Born to dance: he started and ran with it

Catching up with a choregrapher who never stops moving, evolving and creating

Kasper Ravnhøj’s father wanted him to be a runner, so from the age of three, on he ran. The running itself stopped at the age of 12 when Ravnhøj developed asthma. But he never stopped moving.

Today, Ravnhøj, 37, is a Copenhagen choreographer, dancer, actor, painter and slam poet. He travels the world, performing his works, doing research for future dance pieces and experiencing unfamiliar performance scenes. 

He teaches dance around the city, sometimes facilitating a “Wednesday team,” for which participants pay 30 kroner to workshop his newest pieces. 

On and with Stage

But for the most part, he runs Mute Comp Physical Theatre, a performance company he started with former classmate Jacob Stage in 1999, which is now fully funded up until 2015 by the Danish Arts Agency. 

“A couple of years ago, we got the money for three full years and then I cancelled everything else I did,” Ravnhøj explains. 

“But then I was bored. [Now] I’m still picking up things, working for other people and teaching. This is  where I create.”

It comes in dreams

If it all sounds exhausting, add this on top – Ravnhøj only sleeps around four hours each night.  Because most of his ideas for new work come during sleep in the form of dreams, he’s often up half the night writing them down. Luckily, Mute Comp exists to make those dreams a reality.

While he describes his style as “unschooled” and “made up,” 

Ravnhøj himself is not untrained. In 1995, the young performer couldn’t decide whether to pursue acting or dance professionally, though he had ten years of experience in each. He enrolled at a school called the Center for Performing Arts (CPA), which offered a diverse curriculum from “Stanislavski to plié.”

“I went to the school to find out what I should be – but I got more confused while I was there,” he remembers. 

A new genre: Glaubhafttanz

Slowly, through Mute Comp, Ravnhøj discovered that he didn’t have to choose. Because their new company didn’t fit into any existing Danish performance genre, they originally made up their own: Glaubhafttanz, which roughly translates from German into ‘reliable dance’.

But over the past 15 years, contemporary dance has better established itself in Copenhagen. In 2008, Carlsberg agreed to lease its old mineral water factory to two dance troupes as a comprehensive rehearsal and performance space. Today, Dansehallerne “gathers all the main players and areas in the field of contemporary dance in Denmark,” including Mute Comp, according to its website. 

Changed for the better

According to Ravnhøj, a more established contemporary dance scene means that Mute Comp doesn’t have to fit into a box anymore, and now that it is supported by the Danish Arts Agency, the work is the focus, not the audience. 

“I never think that I will do a dance production,” he says. “It just ends up being one … [I decide] I want to be in Studio 5 with these five people, and eventually art comes out.”

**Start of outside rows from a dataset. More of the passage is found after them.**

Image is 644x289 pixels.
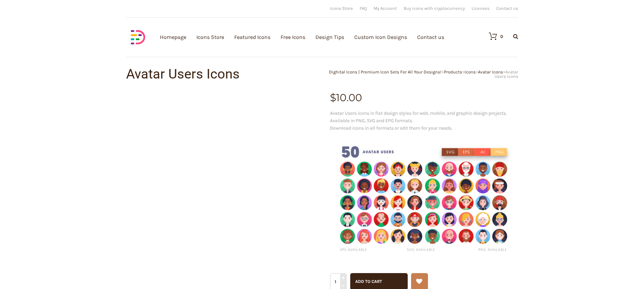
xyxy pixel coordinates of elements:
[500,34,503,39] div: 0
[126,67,322,81] h1: Avatar Users Icons
[496,6,518,11] a: Contact us
[471,6,489,11] a: Licenses
[322,70,518,78] div: > > > >
[359,6,367,11] a: FAQ
[330,91,362,104] bdi: 10.00
[465,70,475,74] a: Icons
[478,70,503,74] a: Avatar Icons
[495,70,518,79] span: Avatar Users Icons
[330,6,353,11] a: Icons Store
[482,32,503,40] a: 0
[330,91,336,104] span: $
[330,110,518,132] p: Avatar Users icons in flat design styles for web, mobile, and graphic design projects. Available ...
[330,137,518,262] img: Avatar Users icons png/svg/eps
[374,6,397,11] a: My Account
[404,6,465,11] a: Buy icons with cryptocurrency
[329,70,441,74] a: Dighital Icons | Premium Icon Sets For All Your Designs!
[355,279,382,284] span: Add to cart
[444,70,462,74] a: Products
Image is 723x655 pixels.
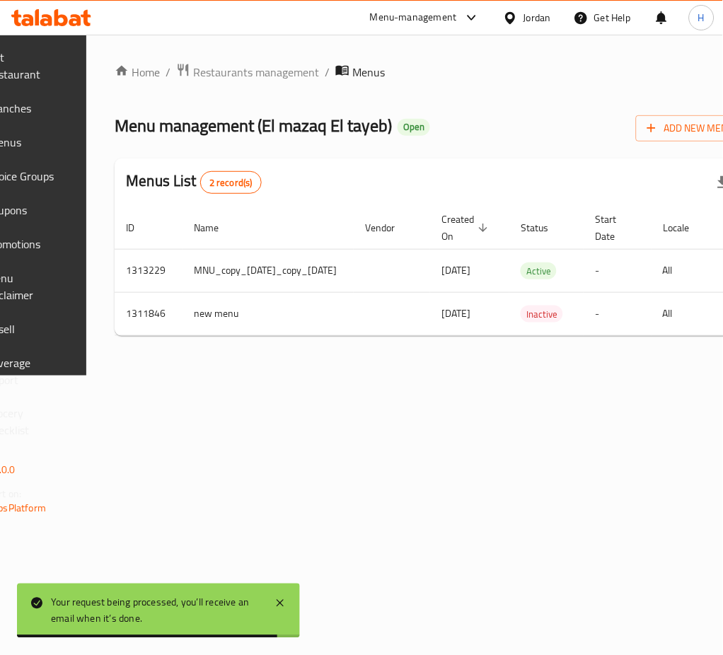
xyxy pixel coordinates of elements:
[176,63,319,81] a: Restaurants management
[441,304,470,323] span: [DATE]
[115,110,392,141] span: Menu management ( El mazaq El tayeb )
[115,64,160,81] a: Home
[115,249,183,292] td: 1313229
[194,219,237,236] span: Name
[365,219,413,236] span: Vendor
[521,263,557,279] span: Active
[166,64,171,81] li: /
[441,261,470,279] span: [DATE]
[584,249,652,292] td: -
[200,171,262,194] div: Total records count
[183,249,354,292] td: MNU_copy_[DATE]_copy_[DATE]
[524,10,551,25] div: Jordan
[352,64,385,81] span: Menus
[183,292,354,335] td: new menu
[193,64,319,81] span: Restaurants management
[595,211,635,245] span: Start Date
[663,219,707,236] span: Locale
[51,595,260,627] div: Your request being processed, you’ll receive an email when it’s done.
[584,292,652,335] td: -
[521,219,567,236] span: Status
[698,10,705,25] span: H
[201,176,261,190] span: 2 record(s)
[398,119,430,136] div: Open
[370,9,457,26] div: Menu-management
[115,292,183,335] td: 1311846
[126,219,153,236] span: ID
[126,171,261,194] h2: Menus List
[521,262,557,279] div: Active
[521,306,563,323] span: Inactive
[441,211,492,245] span: Created On
[325,64,330,81] li: /
[398,121,430,133] span: Open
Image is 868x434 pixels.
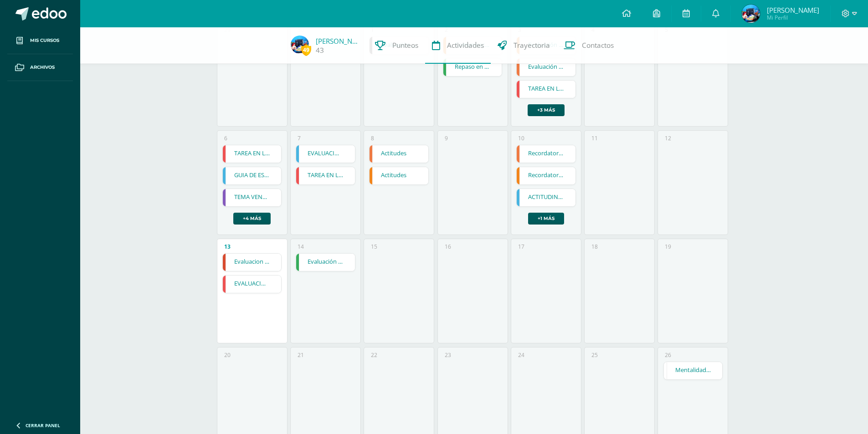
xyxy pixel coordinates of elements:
div: Repaso en clase | Tarea [443,58,503,77]
div: 21 [298,351,304,359]
div: 22 [371,351,377,359]
div: 23 [445,351,451,359]
span: [PERSON_NAME] [767,6,820,15]
div: TAREA EN LIBRO DE TEXTO | Tarea [296,167,355,185]
div: 14 [298,243,304,251]
div: 25 [591,351,598,359]
a: 43 [316,45,324,55]
div: 10 [518,134,525,142]
div: 6 [224,134,227,142]
div: 11 [591,134,598,142]
div: Evaluación final | Tarea [296,254,355,271]
a: Contactos [557,27,621,64]
a: TAREA EN LIBRO DE TEXTO [517,80,576,98]
a: Mis cursos [7,27,73,54]
div: Recordatorio Evaluación Final | Tarea [516,145,576,163]
a: Trayectoria [491,27,557,64]
a: Punteos [368,27,425,64]
a: Evaluación final [517,59,576,76]
div: 13 [224,243,230,251]
div: TAREA EN LIBRO DE TEXTO | Tarea [223,145,282,163]
div: ACTITUDINAL | Tarea [516,188,576,207]
div: EVALUACIÓN FINAL | Tarea [223,275,282,293]
a: +4 más [233,212,271,224]
a: TEMA VENDER Y NEGOCIAR [223,189,282,206]
a: Recordatorio Evaluación Final [517,167,576,185]
div: 16 [445,243,451,251]
div: 15 [371,243,377,251]
span: 49 [301,44,311,55]
div: 17 [518,243,525,251]
a: Archivos [7,54,73,81]
div: 9 [445,134,448,142]
div: EVALUACION FINAL | Examen [296,145,355,163]
span: Mi Perfil [767,13,820,21]
div: GUIA DE ESTUDIO 3 | Tarea [223,167,282,185]
span: Cerrar panel [26,422,60,428]
div: Evaluación final | Tarea [516,58,576,77]
a: EVALUACION FINAL [296,146,355,163]
div: Recordatorio Evaluación Final | Tarea [516,167,576,185]
a: Evaluacion Final [223,254,282,271]
div: 12 [665,134,671,142]
div: TAREA EN LIBRO DE TEXTO | Tarea [516,80,576,98]
div: 26 [665,351,671,359]
a: GUIA DE ESTUDIO 3 [223,167,282,185]
div: 7 [298,134,301,142]
div: Evaluacion Final | Examen [223,254,282,271]
div: 8 [371,134,374,142]
a: Actividades [425,27,491,64]
a: +1 más [528,212,564,224]
a: Repaso en clase [444,59,503,76]
a: Evaluación final [296,254,355,271]
div: Actitudes | Tarea [369,167,429,185]
a: +3 más [527,104,564,116]
a: Actitudes [370,146,429,163]
span: Punteos [392,40,419,50]
a: Actitudes [370,167,429,185]
a: Recordatorio Evaluación Final [517,146,576,163]
a: TAREA EN LIBRO DE TEXTO [223,146,282,163]
div: 24 [518,351,525,359]
img: d439fe9a19e8a77d6f0546b000a980b9.png [291,36,309,54]
div: 18 [591,243,598,251]
div: Actitudes | Tarea [369,145,429,163]
img: d439fe9a19e8a77d6f0546b000a980b9.png [742,4,761,23]
span: Contactos [582,40,614,50]
a: EVALUACIÓN FINAL [223,276,282,293]
a: TAREA EN LIBRO DE TEXTO [296,167,355,185]
span: Mis cursos [30,37,59,44]
span: Actividades [447,40,484,50]
div: 19 [665,243,671,251]
div: Mentalidad - Arquitectura de Mi Destino | Tarea [664,362,724,380]
a: ACTITUDINAL [517,189,576,206]
div: TEMA VENDER Y NEGOCIAR | Tarea [223,188,282,207]
span: Archivos [30,64,55,71]
div: 20 [224,351,230,359]
a: [PERSON_NAME] [316,36,361,45]
span: Trayectoria [514,40,550,50]
a: Mentalidad - Arquitectura de Mi Destino [664,362,723,379]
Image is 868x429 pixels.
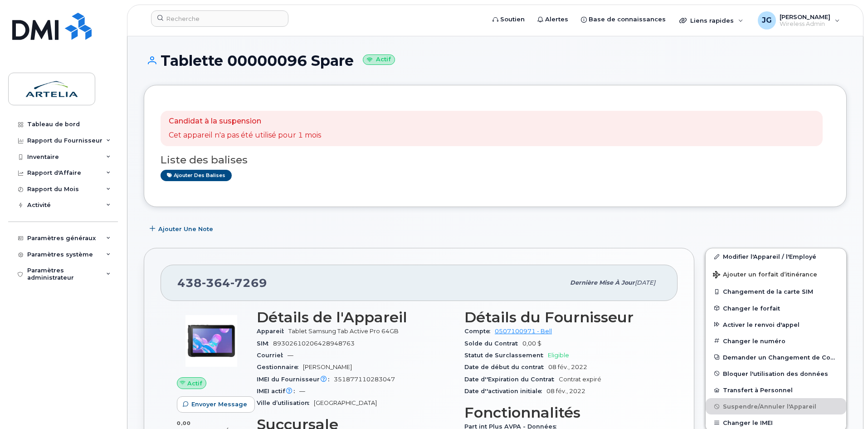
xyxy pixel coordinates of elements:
span: Date d''activation initiale [464,387,547,394]
span: 351877110283047 [333,376,395,382]
button: Changer le forfait [705,300,846,316]
span: [GEOGRAPHIC_DATA] [314,399,377,406]
span: — [300,387,305,394]
span: 0,00 $ [522,340,541,347]
button: Bloquer l'utilisation des données [705,365,846,381]
span: 08 fév., 2022 [548,364,588,370]
span: Solde du Contrat [464,340,522,347]
button: Suspendre/Annuler l'Appareil [705,397,846,414]
span: Appareil [256,327,289,334]
span: IMEI actif [256,387,300,394]
span: Tablet Samsung Tab Active Pro 64GB [289,327,399,334]
button: Changer le numéro [705,333,846,349]
span: Ajouter une Note [159,225,213,233]
span: 08 fév., 2022 [547,387,585,394]
button: Transfert à Personnel [705,381,846,397]
h3: Détails de l'Appareil [256,309,454,325]
a: Modifier l'Appareil / l'Employé [705,248,846,264]
span: 438 [177,276,267,290]
span: Contrat expiré [559,376,602,382]
span: Date d''Expiration du Contrat [464,376,559,382]
span: Envoyer Message [192,400,247,408]
span: 89302610206428948763 [273,340,355,347]
button: Changement de la carte SIM [705,283,846,300]
span: Activer le renvoi d'appel [723,320,799,327]
h3: Détails du Fournisseur [464,309,662,325]
span: Suspendre/Annuler l'Appareil [723,403,816,410]
span: Courriel [256,351,287,358]
span: Dernière mise à jour [570,279,635,286]
span: 364 [202,276,230,290]
button: Activer le renvoi d'appel [705,316,846,333]
span: Changer le forfait [723,304,780,311]
span: 7269 [230,276,267,290]
h3: Liste des balises [160,154,830,166]
a: Ajouter des balises [160,169,232,181]
span: Date de début du contrat [464,364,548,370]
span: Eligible [548,351,569,358]
h3: Fonctionnalités [464,404,662,421]
span: Compte [464,327,494,334]
button: Demander un Changement de Compte [705,349,846,365]
p: Candidat à la suspension [169,116,321,126]
span: Actif [187,379,203,387]
button: Envoyer Message [177,396,255,412]
small: Actif [363,55,395,65]
span: [DATE] [635,279,655,286]
span: Ajouter un forfait d’itinérance [713,271,817,280]
span: — [287,351,293,358]
button: Ajouter une Note [144,220,221,236]
span: Gestionnaire [256,364,303,370]
span: IMEI du Fournisseur [256,376,333,382]
a: 0507100971 - Bell [494,327,552,334]
p: Cet appareil n'a pas été utilisé pour 1 mois [169,130,321,141]
img: image20231002-3703462-twfi5z.jpeg [184,313,239,368]
span: Ville d’utilisation [256,399,314,406]
button: Ajouter un forfait d’itinérance [705,264,846,283]
h1: Tablette 00000096 Spare [144,52,846,69]
span: Statut de Surclassement [464,351,548,358]
span: [PERSON_NAME] [303,364,352,370]
span: SIM [256,340,273,347]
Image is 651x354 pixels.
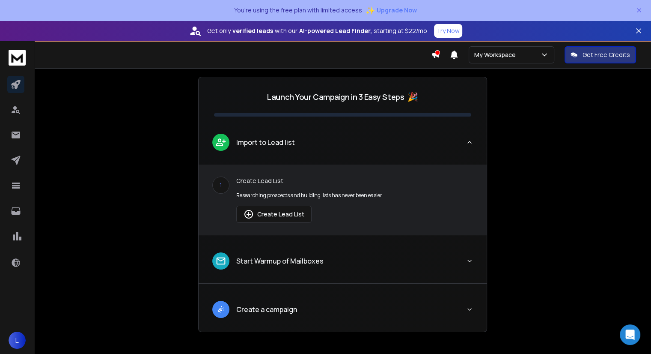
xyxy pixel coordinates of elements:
span: Upgrade Now [377,6,417,15]
p: Researching prospects and building lists has never been easier. [236,192,473,199]
img: logo [9,50,26,66]
button: ✨Upgrade Now [366,2,417,19]
p: Create a campaign [236,304,297,314]
img: lead [244,209,254,219]
span: ✨ [366,4,375,16]
p: Create Lead List [236,176,473,185]
p: Start Warmup of Mailboxes [236,256,324,266]
div: 1 [212,176,229,194]
strong: verified leads [232,27,273,35]
button: leadImport to Lead list [199,127,487,164]
button: Try Now [434,24,462,38]
p: Import to Lead list [236,137,295,147]
button: L [9,331,26,348]
p: Get Free Credits [583,51,630,59]
p: Get only with our starting at $22/mo [207,27,427,35]
button: Create Lead List [236,206,312,223]
img: lead [215,137,226,147]
strong: AI-powered Lead Finder, [299,27,372,35]
p: Try Now [437,27,460,35]
button: leadCreate a campaign [199,294,487,331]
p: You're using the free plan with limited access [234,6,362,15]
div: leadImport to Lead list [199,164,487,235]
div: Open Intercom Messenger [620,324,640,345]
button: Get Free Credits [565,46,636,63]
img: lead [215,255,226,266]
p: Launch Your Campaign in 3 Easy Steps [267,91,404,103]
button: leadStart Warmup of Mailboxes [199,245,487,283]
img: lead [215,304,226,314]
span: 🎉 [408,91,418,103]
p: My Workspace [474,51,519,59]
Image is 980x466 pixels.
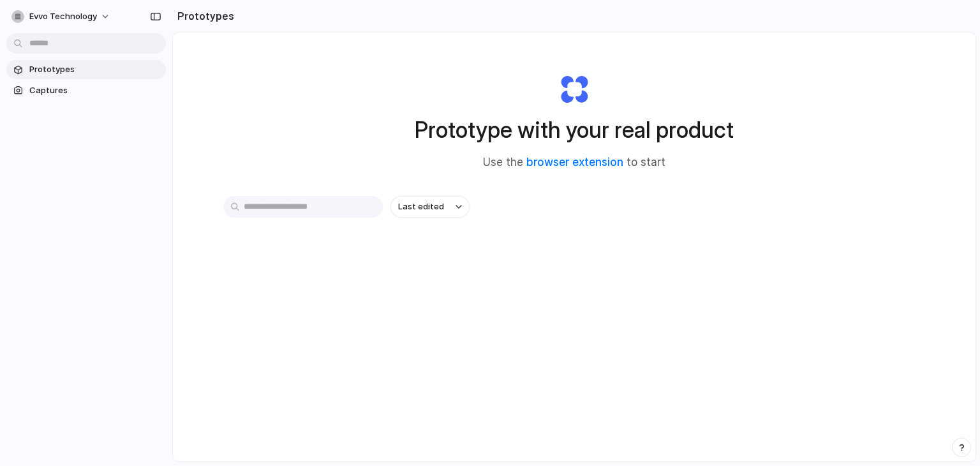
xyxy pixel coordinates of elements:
span: Use the to start [483,155,666,171]
a: Captures [6,81,166,100]
span: Captures [29,84,161,97]
span: Evvo Technology [29,10,97,23]
h2: Prototypes [172,8,234,24]
span: Prototypes [29,63,161,76]
button: Last edited [391,196,470,218]
a: browser extension [526,156,624,169]
h1: Prototype with your real product [415,113,734,147]
a: Prototypes [6,60,166,79]
button: Evvo Technology [6,6,116,27]
span: Last edited [398,201,444,213]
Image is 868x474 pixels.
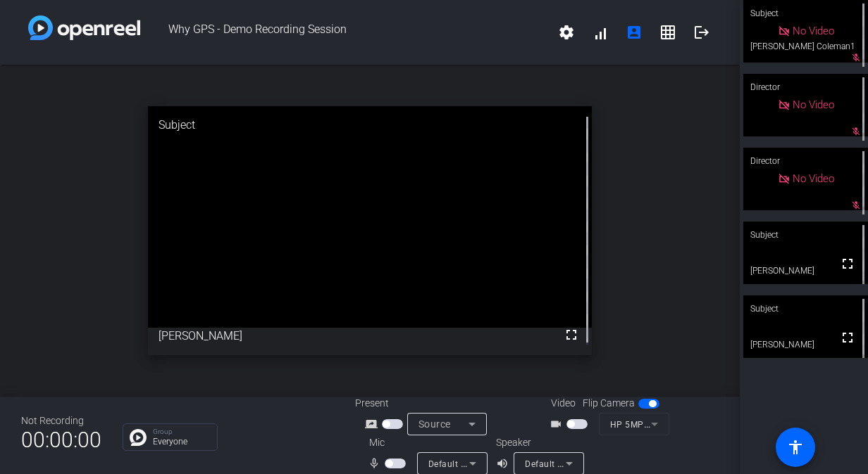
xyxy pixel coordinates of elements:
mat-icon: accessibility [787,439,804,456]
p: Group [153,428,210,435]
mat-icon: grid_on [660,24,677,40]
span: No Video [793,99,834,111]
p: Everyone [153,438,210,446]
div: Speaker [496,435,580,451]
span: No Video [793,24,834,38]
span: 00:00:00 [22,423,102,458]
button: signal_cellular_alt [583,15,617,49]
span: Video [551,396,576,411]
mat-icon: fullscreen [839,329,856,347]
div: Subject [743,222,868,249]
span: Default - Microphone Array (2- Intel® Smart Sound Technology for Digital Microphones) [429,458,788,470]
img: Chat Icon [129,429,146,446]
mat-icon: videocam_outline [550,416,566,433]
span: Flip Camera [582,396,634,411]
mat-icon: fullscreen [839,256,856,272]
mat-icon: fullscreen [562,327,580,344]
mat-icon: volume_up [496,455,513,472]
div: Mic [355,435,496,451]
div: Not Recording [22,414,102,428]
mat-icon: logout [693,24,710,40]
span: Source [419,418,451,430]
img: white-gradient.svg [28,15,140,40]
span: Default - Speakers (2- Realtek(R) Audio) [525,458,686,470]
mat-icon: settings [558,24,575,40]
div: Director [743,74,868,101]
span: No Video [793,172,834,185]
mat-icon: account_box [625,24,642,40]
div: Present [355,396,496,411]
span: Why GPS - Demo Recording Session [140,15,550,49]
div: Director [743,148,868,174]
div: Subject [148,106,592,145]
div: Subject [743,295,868,322]
mat-icon: screen_share_outline [365,416,382,433]
mat-icon: mic_none [368,455,385,472]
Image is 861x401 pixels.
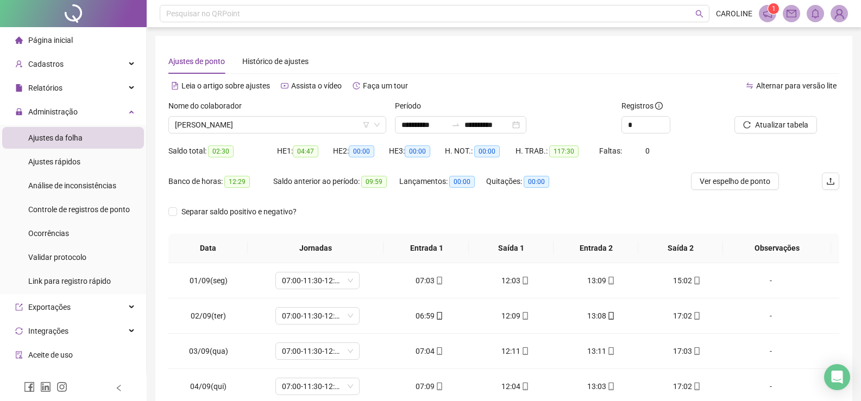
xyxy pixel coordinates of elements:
th: Jornadas [248,234,384,263]
th: Saída 2 [638,234,723,263]
div: 17:02 [653,310,721,322]
span: search [695,10,703,18]
span: 00:00 [349,146,374,158]
div: Open Intercom Messenger [824,364,850,391]
span: sync [15,328,23,335]
div: 15:02 [653,275,721,287]
span: mobile [435,277,443,285]
span: left [115,385,123,392]
span: Ocorrências [28,229,69,238]
span: 00:00 [524,176,549,188]
div: Saldo total: [168,145,277,158]
span: 04:47 [293,146,318,158]
span: CAROLINE [716,8,752,20]
span: 0 [645,147,650,155]
th: Saída 1 [469,234,553,263]
span: 04/09(qui) [190,382,226,391]
div: H. NOT.: [445,145,515,158]
div: - [739,381,803,393]
span: 09:59 [361,176,387,188]
span: upload [826,177,835,186]
span: LARISSA VITORIA SOUZA CAMARGO [175,117,380,133]
div: 13:08 [567,310,635,322]
span: instagram [56,382,67,393]
span: audit [15,351,23,359]
div: Saldo anterior ao período: [273,175,399,188]
span: Administração [28,108,78,116]
span: swap [746,82,753,90]
span: mobile [435,383,443,391]
span: Exportações [28,303,71,312]
span: Link para registro rápido [28,277,111,286]
span: Ajustes rápidos [28,158,80,166]
th: Data [168,234,248,263]
div: 12:04 [481,381,550,393]
span: mobile [692,277,701,285]
span: Ajustes da folha [28,134,83,142]
span: Faltas: [599,147,624,155]
div: - [739,310,803,322]
span: mobile [606,312,615,320]
span: history [353,82,360,90]
th: Entrada 2 [553,234,638,263]
span: 07:00-11:30-12:30-17:00 [282,379,353,395]
div: 07:09 [395,381,464,393]
div: 12:11 [481,345,550,357]
div: HE 2: [333,145,389,158]
div: 06:59 [395,310,464,322]
span: file-text [171,82,179,90]
sup: 1 [768,3,779,14]
span: Relatórios [28,84,62,92]
div: 13:09 [567,275,635,287]
span: down [374,122,380,128]
span: Atualizar tabela [755,119,808,131]
span: mail [786,9,796,18]
span: mobile [692,383,701,391]
span: mobile [606,348,615,355]
span: mobile [520,348,529,355]
div: - [739,275,803,287]
span: 00:00 [474,146,500,158]
th: Entrada 1 [384,234,469,263]
div: Banco de horas: [168,175,273,188]
div: H. TRAB.: [515,145,599,158]
span: 02:30 [208,146,234,158]
span: Aceite de uso [28,351,73,360]
span: Página inicial [28,36,73,45]
span: facebook [24,382,35,393]
span: youtube [281,82,288,90]
div: Quitações: [486,175,570,188]
div: - [739,345,803,357]
span: 07:00-11:30-12:30-17:00 [282,273,353,289]
span: Faça um tour [363,81,408,90]
span: Ajustes de ponto [168,57,225,66]
span: 00:00 [449,176,475,188]
span: info-circle [655,102,663,110]
span: Análise de inconsistências [28,181,116,190]
span: Validar protocolo [28,253,86,262]
span: mobile [520,277,529,285]
span: swap-right [451,121,460,129]
span: Leia o artigo sobre ajustes [181,81,270,90]
span: mobile [606,277,615,285]
span: home [15,36,23,44]
span: mobile [692,348,701,355]
span: Histórico de ajustes [242,57,309,66]
span: file [15,84,23,92]
span: Cadastros [28,60,64,68]
span: Controle de registros de ponto [28,205,130,214]
span: 12:29 [224,176,250,188]
span: user-add [15,60,23,68]
span: 07:00-11:30-12:30-17:00 [282,343,353,360]
span: 00:00 [405,146,430,158]
span: 117:30 [549,146,578,158]
label: Nome do colaborador [168,100,249,112]
div: 17:03 [653,345,721,357]
div: 07:03 [395,275,464,287]
div: 13:03 [567,381,635,393]
div: Lançamentos: [399,175,486,188]
span: Integrações [28,327,68,336]
div: HE 1: [277,145,333,158]
span: filter [363,122,369,128]
span: mobile [606,383,615,391]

Still, even in a state of relative comfort, Ravnhøj feels the pressure of being a lifelong performer, which seems to be expressed in his constant movement. “I’m lucky that I’m paid to just dance every day,” he says. “But my alternatives are dishwashing … I’m an artist, but I must make art so I can live.”

Mute Comp Physical Theatre’s ‘Plum Wine, Highway, Lemon,’ with choreography by Ravnhøj, opens on May 30.